» **TO DO**: Please reproduce the lines of the records below from the one holding "Locate an element" through the one holding "pyautogui.click(x=<x>, y=<y>)", inclusive, skipping all pictures.

» **SUPPLIED RECORDS**:
[Start of section]
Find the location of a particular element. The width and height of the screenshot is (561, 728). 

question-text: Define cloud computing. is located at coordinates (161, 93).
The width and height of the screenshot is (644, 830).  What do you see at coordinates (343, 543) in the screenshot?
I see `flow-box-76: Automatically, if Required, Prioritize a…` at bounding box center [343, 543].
[End of section]
[Start of section]
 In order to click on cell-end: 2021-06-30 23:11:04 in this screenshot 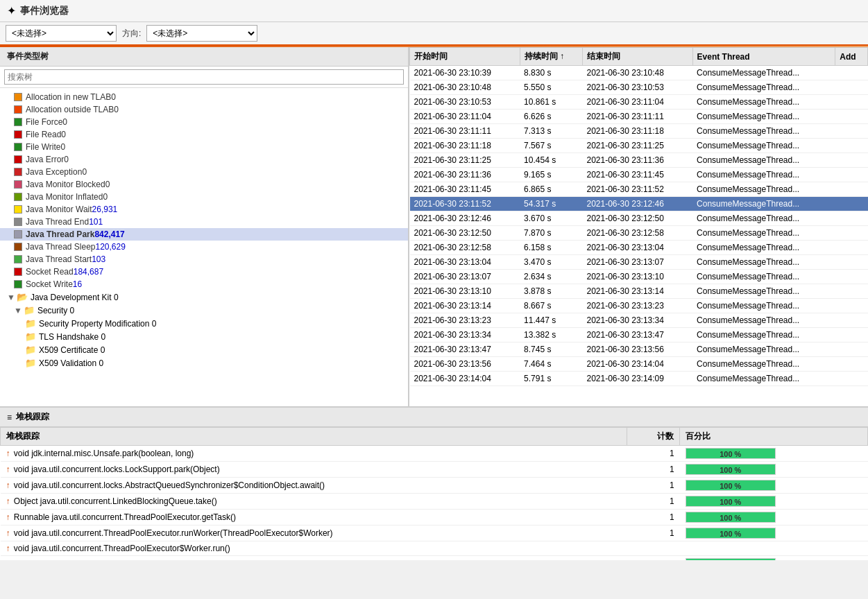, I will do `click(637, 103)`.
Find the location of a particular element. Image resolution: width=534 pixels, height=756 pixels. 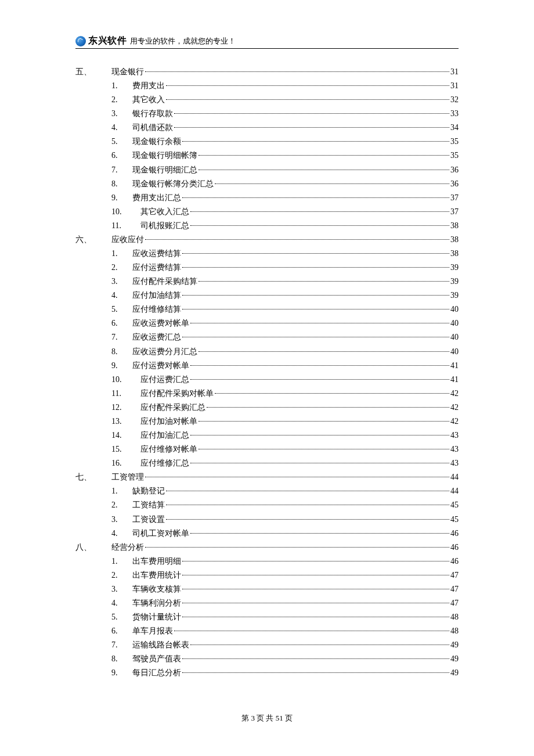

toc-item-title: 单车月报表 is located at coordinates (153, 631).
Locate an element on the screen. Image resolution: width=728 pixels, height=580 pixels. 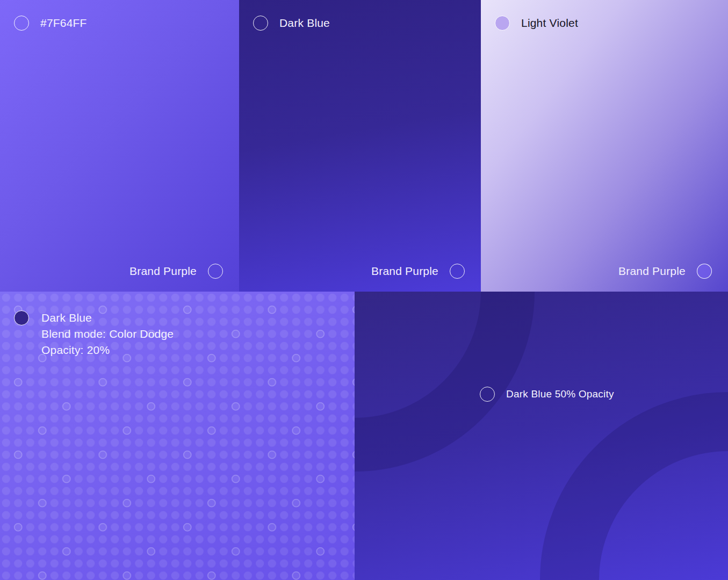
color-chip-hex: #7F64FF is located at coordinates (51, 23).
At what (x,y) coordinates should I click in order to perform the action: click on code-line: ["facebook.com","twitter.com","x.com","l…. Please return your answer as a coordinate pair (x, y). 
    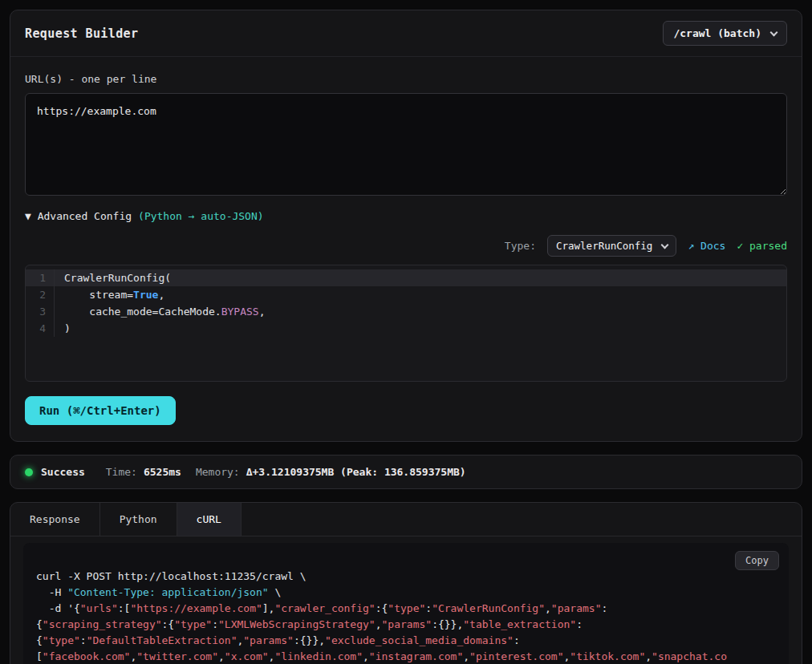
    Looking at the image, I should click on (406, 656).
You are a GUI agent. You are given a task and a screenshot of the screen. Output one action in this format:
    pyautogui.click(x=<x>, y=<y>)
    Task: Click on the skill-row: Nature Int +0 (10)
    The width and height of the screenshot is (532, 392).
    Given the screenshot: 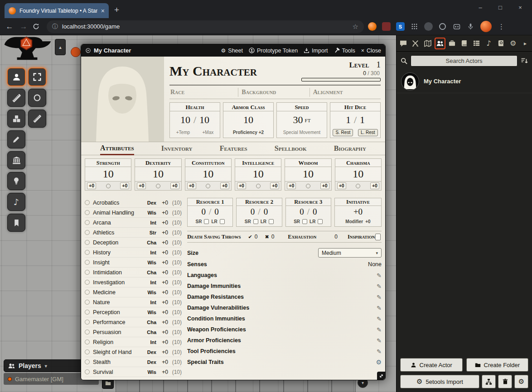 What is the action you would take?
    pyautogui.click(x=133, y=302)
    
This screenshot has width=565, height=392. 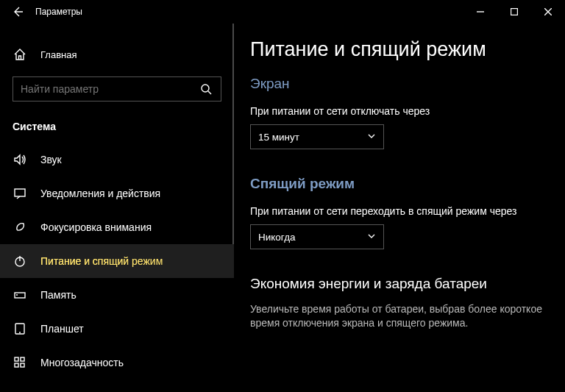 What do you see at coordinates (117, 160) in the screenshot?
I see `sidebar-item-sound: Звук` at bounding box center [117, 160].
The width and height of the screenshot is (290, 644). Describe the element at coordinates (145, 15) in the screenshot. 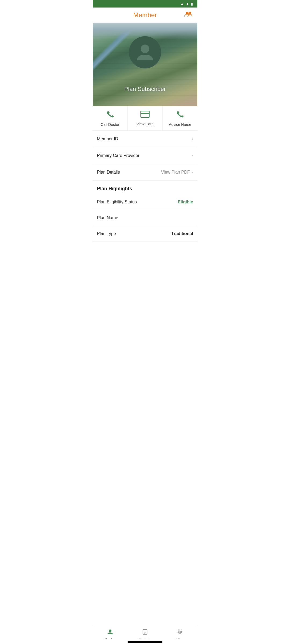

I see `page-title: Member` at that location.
[End of section]
[Start of section]
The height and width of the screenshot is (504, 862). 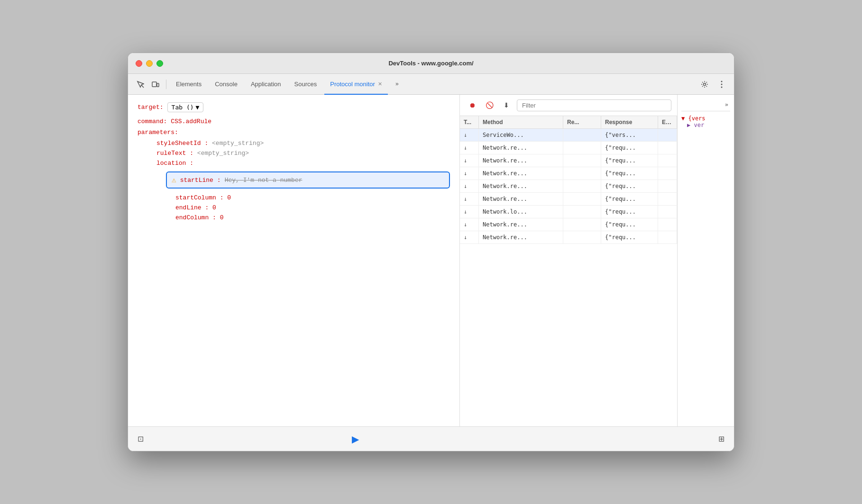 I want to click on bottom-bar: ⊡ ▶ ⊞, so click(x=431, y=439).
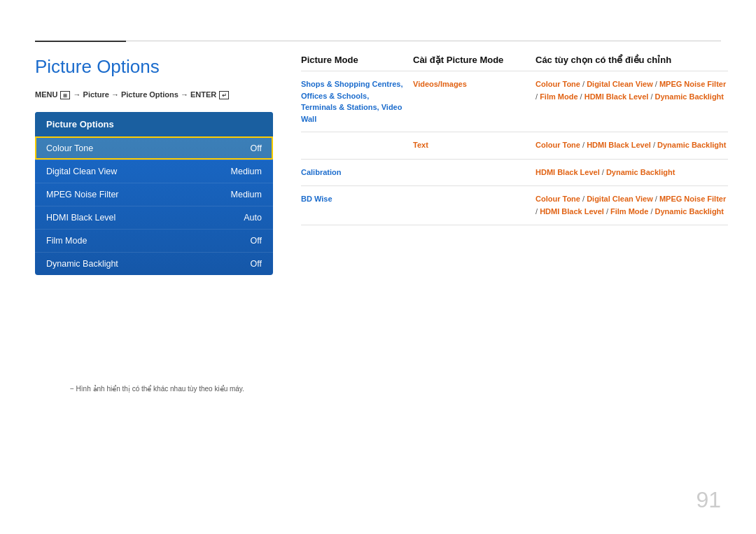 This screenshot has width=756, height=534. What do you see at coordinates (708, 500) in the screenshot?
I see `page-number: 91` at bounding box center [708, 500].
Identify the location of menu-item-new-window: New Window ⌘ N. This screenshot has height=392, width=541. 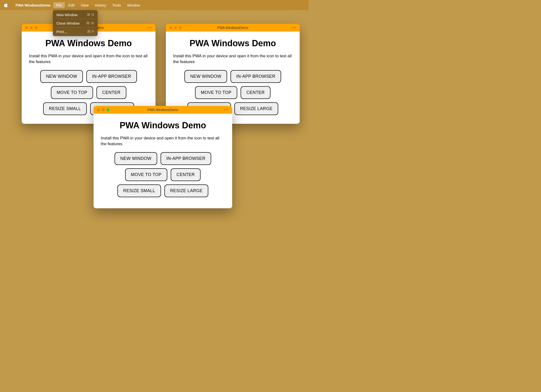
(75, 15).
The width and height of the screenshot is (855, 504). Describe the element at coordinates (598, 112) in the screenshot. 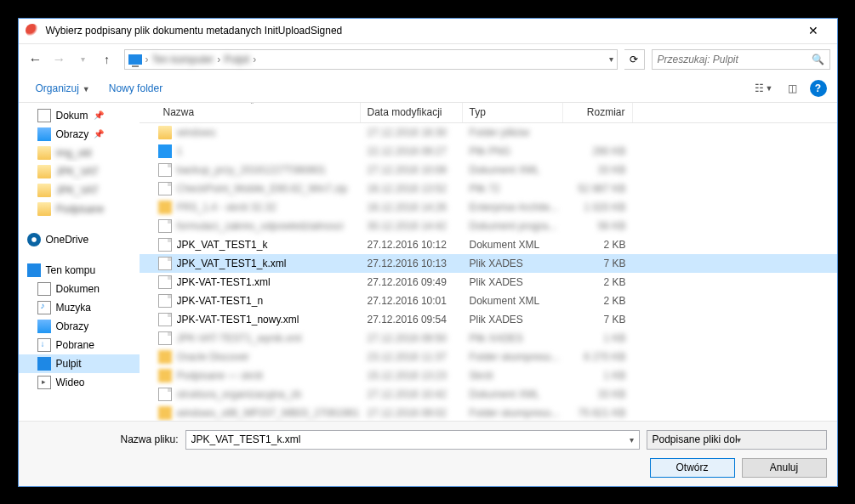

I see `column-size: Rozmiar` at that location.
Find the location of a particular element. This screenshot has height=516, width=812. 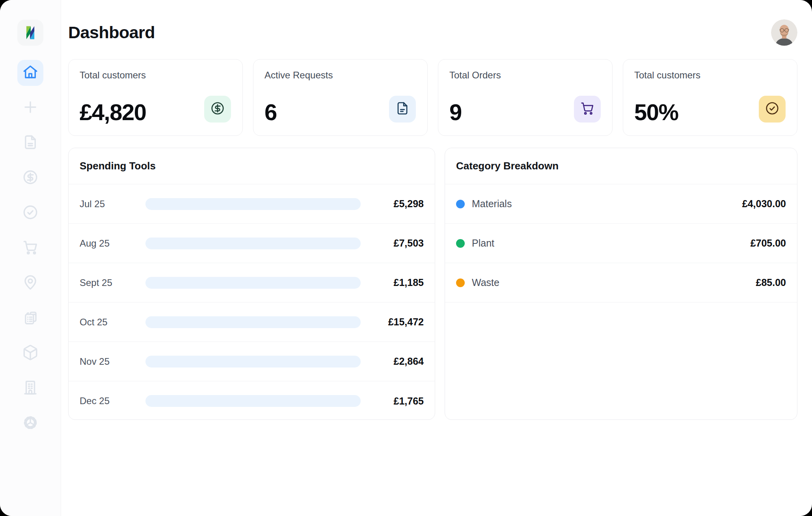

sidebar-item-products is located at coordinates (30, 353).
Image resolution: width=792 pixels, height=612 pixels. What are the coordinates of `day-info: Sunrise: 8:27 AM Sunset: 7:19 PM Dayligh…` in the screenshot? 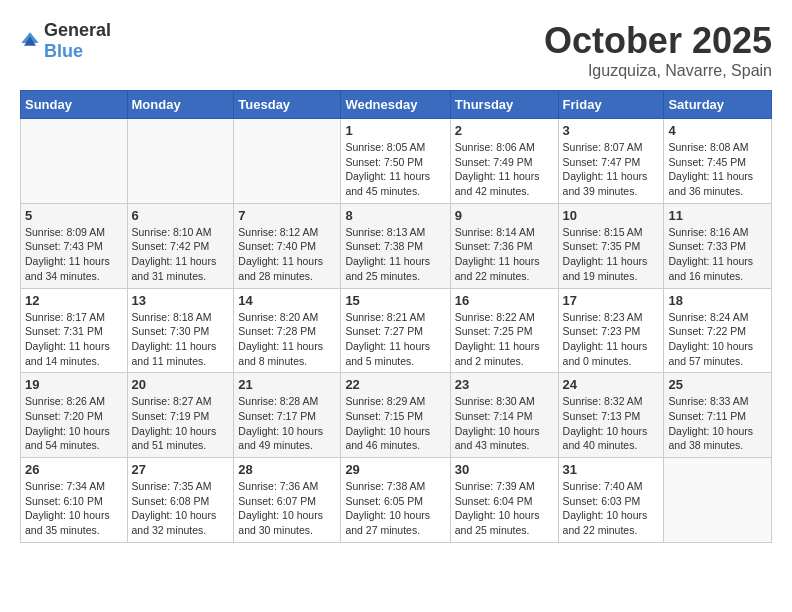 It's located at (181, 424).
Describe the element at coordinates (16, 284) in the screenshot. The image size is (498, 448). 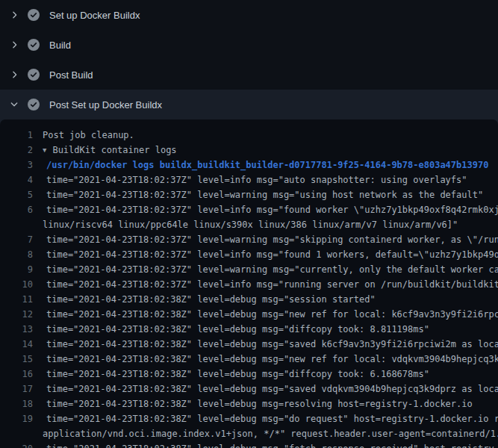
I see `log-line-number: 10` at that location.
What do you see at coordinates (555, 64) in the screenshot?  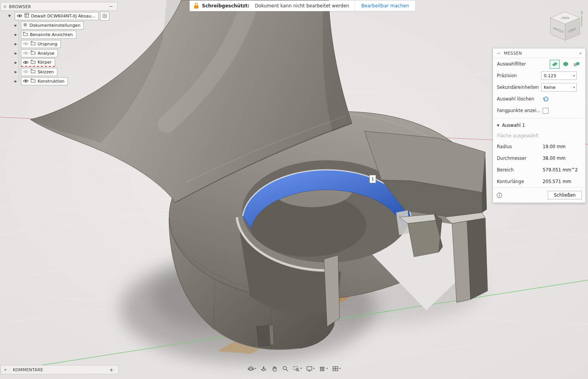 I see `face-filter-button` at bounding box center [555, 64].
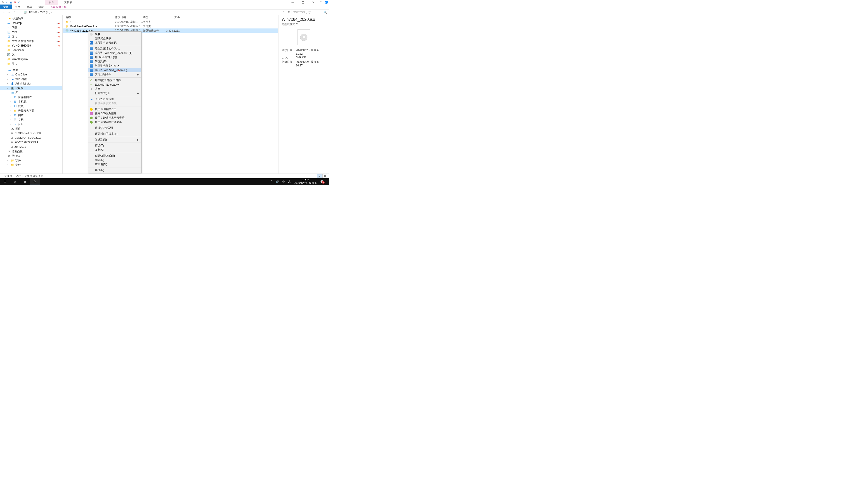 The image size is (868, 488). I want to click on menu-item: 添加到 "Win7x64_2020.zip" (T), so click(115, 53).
[End of section]
» **YOUR RESPONSE**:
Locate an element on the screen. Image resolution: width=728 pixels, height=580 pixels. 
color-chip-hex: #7F64FF is located at coordinates (51, 23).
At what (x,y) coordinates should I click in order to perform the action: click on code-line: ["facebook.com","twitter.com","x.com","l…. Please return your answer as a coordinate pair (x, y). 
    Looking at the image, I should click on (406, 656).
You are a GUI agent. You are given a task and a screenshot of the screen. Output one action in this format:
    pyautogui.click(x=<x>, y=<y>)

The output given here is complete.